In the wake of the Dec. 14 shooting at Sandy Hook Elementary School in Newtown, Conn., Catholic education officials have primarily focused on providing administrators with the resources they need for teachers and parents to help students cope with the horrific tragedy.
The U.S. bishops' education secretariat, the National Catholic Educational Association and the Council for American Private Education, quickly posted guidelines on their websites about how to talk to children about violence.
These guidelines emphasized the need to assure children of their safety, keep explanations appropriate for children's ages and limit exposure to television coverage of the event.
Karen Ristau, president of the National Catholic Educational Association, said the next step is to provide resources for schools to tap into available programs that help students find peaceful solutions and help teachers identify students who are isolated and without peers.
Ristau told Catholic News Service that information would be more useful than "having more locks on the doors."
Dominican Sr. John Mary Fleming, head of the U.S. bishops' Secretariat of Catholic Education, said the guidelines' advice that parents should assure their children they are safe in school has raised questions among those who said this was no longer true.
In response, Fleming, a member of the Dominican Sisters of St. Cecilia Congregation in Nashville, Tenn., said that children should be assured that the adults in their lives "are doing everything possible to keep them safe."
She also noted that almost all schools, particularly after the 1999 shooting at Colorado's Columbine High School, have strict safety measures in place, as did Sandy Hook School, the scene of the recent shootings that left 20 children and seven adults dead.
She told CNS that most schools, Catholic schools included, not only have strict policies about admitting people into their buildings but also have crisis management policies, safety drills and lockdown procedures.
Since the school in Newtown also followed these procedures, she said the shooting demonstrates that "society as a whole needs to address this in different way" specifically looking at the issue of gun control.
Patricia McGuire, president of Trinity Washington University, likewise noted in a blog Monday on Huffington Post, that since the Columbine shooting, schools have "beefed-up security, instituted lockdown drills, and trained teachers on how to protect their pupils from the unthinkable."
McGuire urged fellow educators to honor the courage and sacrifice of Sandy Hook's teachers and principal by "insisting that this nation enact laws to protect our students and campus communities from the harm of violent minds with easily accessible weapons in hand."
In helping students immediately cope with this tragedy, Fleming urged Catholic school superintendents to not only provide resources to parents and teachers but to also use the tragedy as an opportunity for prayer and as a teaching moment.
"Our schools afford us the perfect opportunity to speak about redemption, grace and heaven," she wrote in a letter to Catholic school superintendents Monday.

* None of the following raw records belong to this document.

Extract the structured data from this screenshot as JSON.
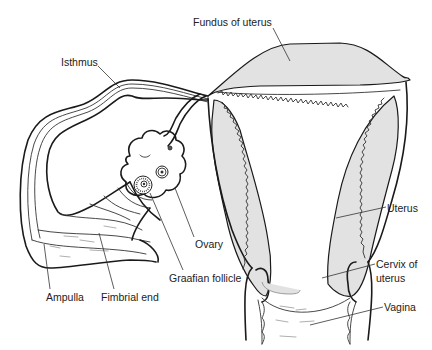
{
  "diagram": {
    "type": "anatomical-illustration",
    "fill_color": "#e2e2e2",
    "line_color": "#1a1a1a",
    "labels": {
      "fundus": "Fundus of uterus",
      "isthmus": "Isthmus",
      "ovary": "Ovary",
      "uterus": "Uterus",
      "cervix_line1": "Cervix of",
      "cervix_line2": "uterus",
      "graafian": "Graafian follicle",
      "vagina": "Vagina",
      "ampulla": "Ampulla",
      "fimbrial": "Fimbrial end"
    }
  }
}
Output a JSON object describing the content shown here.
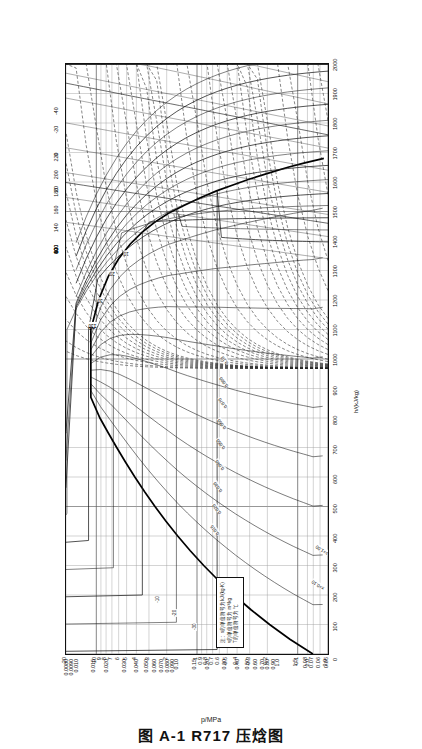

She also noted that children and parents are "seeking to understand and make sense of this very difficult event. The question being asked is how God can allow this to happen?" Catholic educators, she said, can address this difficult issue by stressing the free will people have been given to make choices for good or evil.
"Learning to support each other to make good choices is a way to talk about how we can support each other in dealing with the tragedy," she said. She also advised educators to highlight the heroic acts of the principal, teachers and individual students in Newtown.
"They are pulling virtue from their toes," Fleming told CNS, referring to how the townspeople of Newtown have joined together as a community in their care and support for one another.
Both Fleming and Ristau noted that several Catholic schools across the country have held prayer services for the victims of the Sandy Hook shooting.
Classes at St. Rose of Lima School in Newtown were canceled the week after the shootings to protect students from the sight of twice daily funerals at the church, according to the director of communications for the Diocese of Bridgeport, Conn.